DIDDILYDEEDOT'S DREAM-WORLD
FAIRY STORIES/RHYMES
WISHES
I wish I liked rice pudding, I wish I were a twin
I wish some day a real live fairy would just come walking in.
I wish when I'm at the table my feet would touch the floor,
I wish our pipes would burst next winter, just like they did next door.
I wish that I could whistle real proper grown up tunes,
I wish they'd let me sweep the chimneys on rainy afternoons.
I've got such heaps of wishes, I've only said a few;
I wish that I could wake some morning and find they'd all come true !
Written by Rose Fyleman- from Fairies and Chimneys
Rose Fyleman was born in Nottingham on 6 March 1877, the third child
of John Feilmann and his wife, Emilie, née Loewenstein, who was of
Russian extraction. Her father was in the lace trade, and his Jewish
family originated in 1860 from Jever in the historical state of Oldenburg, currently Lower Saxony, Germany
As a young girl, Fyleman was educated at a private school, and at the
age of nine first saw one of her compositions published in a local
paper.
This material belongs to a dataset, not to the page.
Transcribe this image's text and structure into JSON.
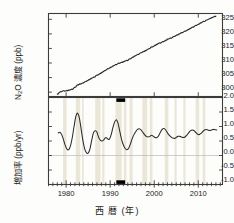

Although she entered University College, Nottingham, she failed
in the intermediate and was thus unable to pursue her ambition of
becoming a schoolteacher. Despite this, Fyleman had a good singing
voice, and therefore decided to study music. She studied singing in
Paris, Berlin and finally at the Royal College of Music in London, where
she received her diploma as associate of the Royal College of Music.
She returned to Nottingham shortly afterward, where she taught signing
and helped in her sister's school. Along with other members of her
family, she anglicised the spelling of her name at the outbreak of the
First World War in 1914.
When she was forty, Fyleman sent her verses to Punch
magazine and her first publication "There are Fairies at the Bottom of
Our Garden" appeared in May of 1917. The immense response from
publishers prompted Fyleman to submit several other fairy poems. Her
verses enjoyed tremendous success among readers and her first collection
Fairies and Chimneys (1918) was reprinted more than twenty times over
the next decade. During the 1920s and early 1930s Rose Fyleman published
multiple verse collections, wrote drama for children, and for two
years, edited the children's magazine Merry-Go-Round. Fyleman was also a
skilled linguist who translated books from German, French and Italian.
Rose Fyleman was one of the most successful children's writers of her
generation and she saw much of her earlier poetry become proverbial.
She died at a nursing home in St. Albans, Hertfordshire on 1 August, 1957.